TASK INPUTS START

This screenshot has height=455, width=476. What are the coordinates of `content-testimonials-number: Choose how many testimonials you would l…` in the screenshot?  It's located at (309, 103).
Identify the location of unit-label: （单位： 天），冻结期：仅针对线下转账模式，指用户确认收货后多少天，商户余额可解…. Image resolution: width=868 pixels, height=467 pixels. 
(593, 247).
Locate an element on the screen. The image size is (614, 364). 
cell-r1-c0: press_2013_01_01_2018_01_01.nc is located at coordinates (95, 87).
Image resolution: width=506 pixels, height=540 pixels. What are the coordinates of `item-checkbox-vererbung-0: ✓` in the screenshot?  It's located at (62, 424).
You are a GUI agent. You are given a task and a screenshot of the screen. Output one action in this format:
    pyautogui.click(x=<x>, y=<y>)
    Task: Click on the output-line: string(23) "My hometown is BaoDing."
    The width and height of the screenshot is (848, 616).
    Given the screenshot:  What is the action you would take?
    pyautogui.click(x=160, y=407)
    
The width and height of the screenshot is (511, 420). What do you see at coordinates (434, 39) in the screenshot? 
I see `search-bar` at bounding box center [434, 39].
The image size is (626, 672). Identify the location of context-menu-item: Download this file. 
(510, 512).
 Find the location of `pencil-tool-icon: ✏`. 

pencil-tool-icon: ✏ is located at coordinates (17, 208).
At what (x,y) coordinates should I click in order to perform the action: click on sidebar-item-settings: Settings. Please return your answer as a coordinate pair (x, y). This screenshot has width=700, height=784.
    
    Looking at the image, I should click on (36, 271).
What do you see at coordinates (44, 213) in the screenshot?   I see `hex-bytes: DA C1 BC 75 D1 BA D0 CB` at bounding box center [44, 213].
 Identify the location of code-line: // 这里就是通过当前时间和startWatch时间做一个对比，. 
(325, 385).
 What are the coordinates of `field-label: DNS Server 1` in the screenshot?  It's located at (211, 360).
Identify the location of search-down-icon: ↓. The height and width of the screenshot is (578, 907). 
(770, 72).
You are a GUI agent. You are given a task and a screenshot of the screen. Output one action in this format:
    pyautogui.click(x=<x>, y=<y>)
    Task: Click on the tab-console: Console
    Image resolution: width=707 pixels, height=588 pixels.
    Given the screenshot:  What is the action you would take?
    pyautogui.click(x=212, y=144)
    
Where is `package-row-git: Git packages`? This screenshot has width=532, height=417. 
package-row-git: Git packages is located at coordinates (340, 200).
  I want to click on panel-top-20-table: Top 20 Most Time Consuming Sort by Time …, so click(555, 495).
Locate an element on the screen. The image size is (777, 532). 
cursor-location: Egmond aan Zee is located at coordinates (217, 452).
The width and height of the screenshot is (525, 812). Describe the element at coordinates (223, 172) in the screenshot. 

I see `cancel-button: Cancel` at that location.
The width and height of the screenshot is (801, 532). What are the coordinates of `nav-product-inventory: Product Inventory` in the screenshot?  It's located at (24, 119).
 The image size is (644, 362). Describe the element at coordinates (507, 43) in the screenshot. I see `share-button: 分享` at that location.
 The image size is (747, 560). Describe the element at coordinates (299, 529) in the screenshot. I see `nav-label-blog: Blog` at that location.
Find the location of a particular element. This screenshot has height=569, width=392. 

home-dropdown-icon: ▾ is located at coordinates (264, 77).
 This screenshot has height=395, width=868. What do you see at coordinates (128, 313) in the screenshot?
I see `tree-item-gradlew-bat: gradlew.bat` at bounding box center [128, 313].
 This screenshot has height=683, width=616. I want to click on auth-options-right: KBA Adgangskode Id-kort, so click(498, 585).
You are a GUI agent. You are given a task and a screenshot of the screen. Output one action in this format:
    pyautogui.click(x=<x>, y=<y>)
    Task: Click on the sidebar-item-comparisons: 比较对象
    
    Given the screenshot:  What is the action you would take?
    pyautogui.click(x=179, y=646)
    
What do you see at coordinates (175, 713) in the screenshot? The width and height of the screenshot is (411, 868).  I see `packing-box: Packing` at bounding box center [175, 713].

TASK INPUTS END

- _WHAT NEEDS TO BE DONE_: Repeat every record above exactly as it appears.

- _WORKED SOLUTION_:
This screenshot has height=455, width=476. What are the coordinates of `content-testimonials-number: Choose how many testimonials you would l…` in the screenshot?  It's located at (309, 103).
Identify the location of unit-label: （单位： 天），冻结期：仅针对线下转账模式，指用户确认收货后多少天，商户余额可解…. Image resolution: width=868 pixels, height=467 pixels. 
(593, 247).
Locate an element on the screen. The image size is (614, 364). 
cell-r1-c0: press_2013_01_01_2018_01_01.nc is located at coordinates (95, 87).
Image resolution: width=506 pixels, height=540 pixels. What are the coordinates of `item-checkbox-vererbung-0: ✓` in the screenshot?  It's located at (62, 424).
You are a GUI agent. You are given a task and a screenshot of the screen. Output one action in this format:
    pyautogui.click(x=<x>, y=<y>)
    Task: Click on the output-line: string(23) "My hometown is BaoDing."
    The width and height of the screenshot is (848, 616).
    Given the screenshot:  What is the action you would take?
    pyautogui.click(x=160, y=407)
    
The width and height of the screenshot is (511, 420). What do you see at coordinates (434, 39) in the screenshot? 
I see `search-bar` at bounding box center [434, 39].
The image size is (626, 672). Identify the location of context-menu-item: Download this file. 
(510, 512).
 Find the location of `pencil-tool-icon: ✏`. 

pencil-tool-icon: ✏ is located at coordinates (17, 208).
At what (x,y) coordinates should I click in order to perform the action: click on sidebar-item-settings: Settings. Please return your answer as a coordinate pair (x, y). This screenshot has width=700, height=784.
    
    Looking at the image, I should click on (36, 271).
What do you see at coordinates (44, 213) in the screenshot?   I see `hex-bytes: DA C1 BC 75 D1 BA D0 CB` at bounding box center [44, 213].
 Identify the location of code-line: // 这里就是通过当前时间和startWatch时间做一个对比，. 
(325, 385).
 What are the coordinates of `field-label: DNS Server 1` in the screenshot?  It's located at (211, 360).
Identify the location of search-down-icon: ↓. The height and width of the screenshot is (578, 907). 
(770, 72).
You are a GUI agent. You are given a task and a screenshot of the screen. Output one action in this format:
    pyautogui.click(x=<x>, y=<y>)
    Task: Click on the tab-console: Console
    Image resolution: width=707 pixels, height=588 pixels.
    Given the screenshot:  What is the action you would take?
    pyautogui.click(x=212, y=144)
    
Where is `package-row-git: Git packages`? This screenshot has width=532, height=417. 
package-row-git: Git packages is located at coordinates (340, 200).
  I want to click on panel-top-20-table: Top 20 Most Time Consuming Sort by Time …, so click(555, 495).
Locate an element on the screen. The image size is (777, 532). 
cursor-location: Egmond aan Zee is located at coordinates (217, 452).
The width and height of the screenshot is (525, 812). Describe the element at coordinates (223, 172) in the screenshot. 

I see `cancel-button: Cancel` at that location.
The width and height of the screenshot is (801, 532). What are the coordinates of `nav-product-inventory: Product Inventory` in the screenshot?  It's located at (24, 119).
 The image size is (644, 362). Describe the element at coordinates (507, 43) in the screenshot. I see `share-button: 分享` at that location.
 The image size is (747, 560). Describe the element at coordinates (299, 529) in the screenshot. I see `nav-label-blog: Blog` at that location.
Find the location of a particular element. This screenshot has height=569, width=392. 

home-dropdown-icon: ▾ is located at coordinates (264, 77).
 This screenshot has height=395, width=868. What do you see at coordinates (128, 313) in the screenshot?
I see `tree-item-gradlew-bat: gradlew.bat` at bounding box center [128, 313].
 This screenshot has height=683, width=616. I want to click on auth-options-right: KBA Adgangskode Id-kort, so click(498, 585).
You are a GUI agent. You are given a task and a screenshot of the screen. Output one action in this format:
    pyautogui.click(x=<x>, y=<y>)
    Task: Click on the sidebar-item-comparisons: 比较对象
    
    Given the screenshot:  What is the action you would take?
    pyautogui.click(x=179, y=646)
    
What do you see at coordinates (175, 713) in the screenshot? The width and height of the screenshot is (411, 868).  I see `packing-box: Packing` at bounding box center [175, 713].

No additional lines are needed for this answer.